AM Sports Law & Management
Policy & Governance

Our Submission on the National Sports Governance Bill, 2024: The Reforms India's Sport Urgently Needs

Aahna MehrotraAahna Mehrotra
10 November 20248 min readLast Updated: 2 June 2026

India's sporting landscape is littered with disputes that should never have reached a court of law. Selection controversies where national federations devised opaque criteria and athletes had no recourse. Governance failures where the same individuals served on executive committees for decades without accountability. Age eligibility rules that differed inexplicably between national and international federations, producing absurd outcomes for young athletes.

The National Sports Governance Bill, 2024 — to which AM Sports Law submitted formal comments on November 10, 2024 — is the most significant legislative attempt to address these structural failures since the National Sports Development Code of 2011. The Bill targets transparency, accountability, and integrity within the National Olympic Committee, National Paralympic Committee, National Sports Federations, and Regional Sports Federations. It deserves to succeed. These are our recommendations to help it do so.

Clarity on the Relationship with the Sports Development Code

The most fundamental issue is the Bill's relationship with the existing National Sports Development Code, 2011. Both instruments address overlapping governance issues — eligibility criteria, term limits, conflict of interest, election procedures. Without explicit clarity on which supersedes the other in the event of conflict, practitioners and federations will face genuine legal uncertainty. The Bill must state clearly that it supersedes the Code in all areas of overlap, and must set out a transition period for federation constitutions to be updated accordingly.

Eligibility, Term Limits, and Age Caps

One of sport's most persistent governance failures is the entrenchment of administrators who hold positions indefinitely, often with deep conflicts of interest between their roles as federation officials and as individuals with commercial interests in the sport. The Bill must set minimum experience requirements for candidates standing for executive committee elections — drawing from the good practice of federations like AIFF, which requires prior service in affiliated bodies. It must also impose an absolute cap on the number of terms any individual may serve.

Selection Rules and Alignment with International Federations

The most frequent source of athlete-NSF litigation is selection. Federations routinely devise selection criteria that are neither transparent nor aligned with their international federation counterparts, producing outcomes that damage athlete careers and India's international standing. One example: the Table Tennis Federation of India calculates age eligibility on January 1st of each year, while the International Table Tennis Federation uses December 31st. A player eligible for ITTF under-15 competitions may be ineligible for TTFI under-15 competitions in the same year — for no reason other than administrative inconsistency.

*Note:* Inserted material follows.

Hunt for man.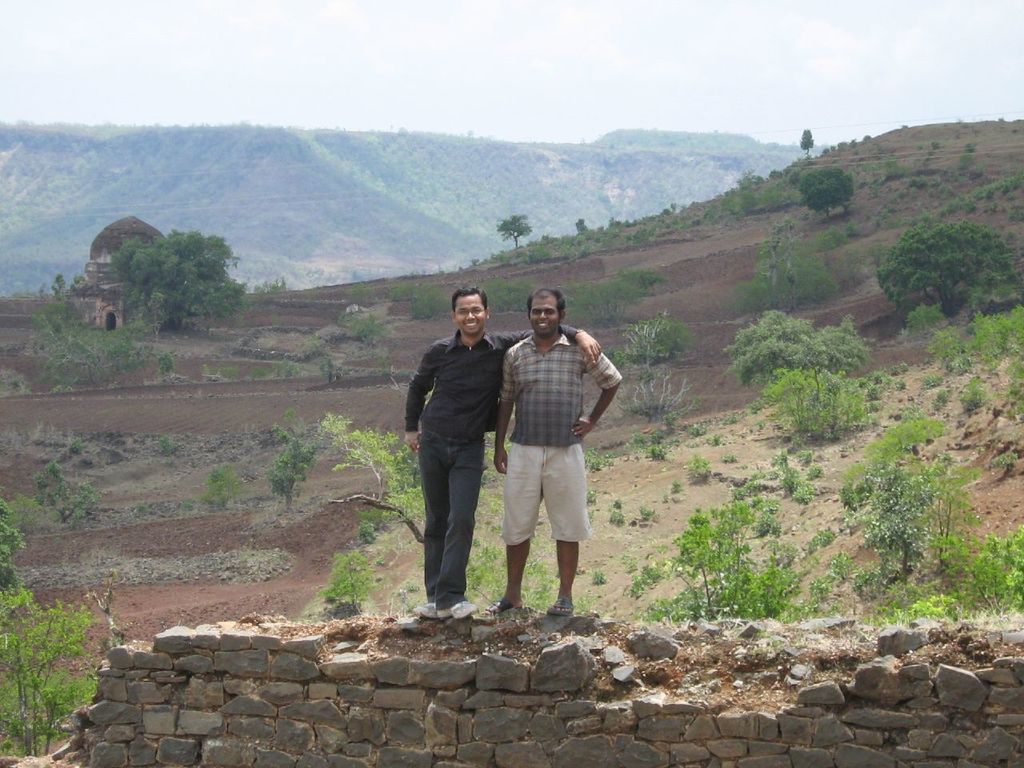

The Bill must mandate that NSF rules align with the relevant International Federation's eligibility criteria, and that selection criteria for major events are published well in advance — not announced after the fact. Transparency in selection is not a courtesy to athletes. It is a governance requirement.

Conflict of Interest

A serving NSF official who is simultaneously an agent, sponsor, or commercial beneficiary in relation to the sport they govern has an obvious conflict of interest. The Bill addresses this in principle but the provisions need sharper teeth: mandatory disclosure, cooling-off periods, and a clear enforcement body with the authority to act on violations.

Athlete Welfare and Representation

No governance framework is complete without meaningful athlete representation. Athletes must have a defined voice — not advisory and not ceremonial — in the governance structures of the federations that make decisions about their careers, selection, and welfare. The Bill should mandate athlete commissions within NSFs with substantive representational rights, modelled on the IOC Athletes' Commission framework.

Conclusion

A governance framework is only as good as its enforcement. The Bill's success depends not just on the quality of its provisions but on the establishment of a credible, independent oversight body with the power and resources to enforce them. India has produced good policy documents on sports governance before. What has historically been missing is the institutional will to implement them. The Bill is an opportunity to change that. We hope the Ministry uses it.

Original Commentary

The complete paper covers this topic in greater depth.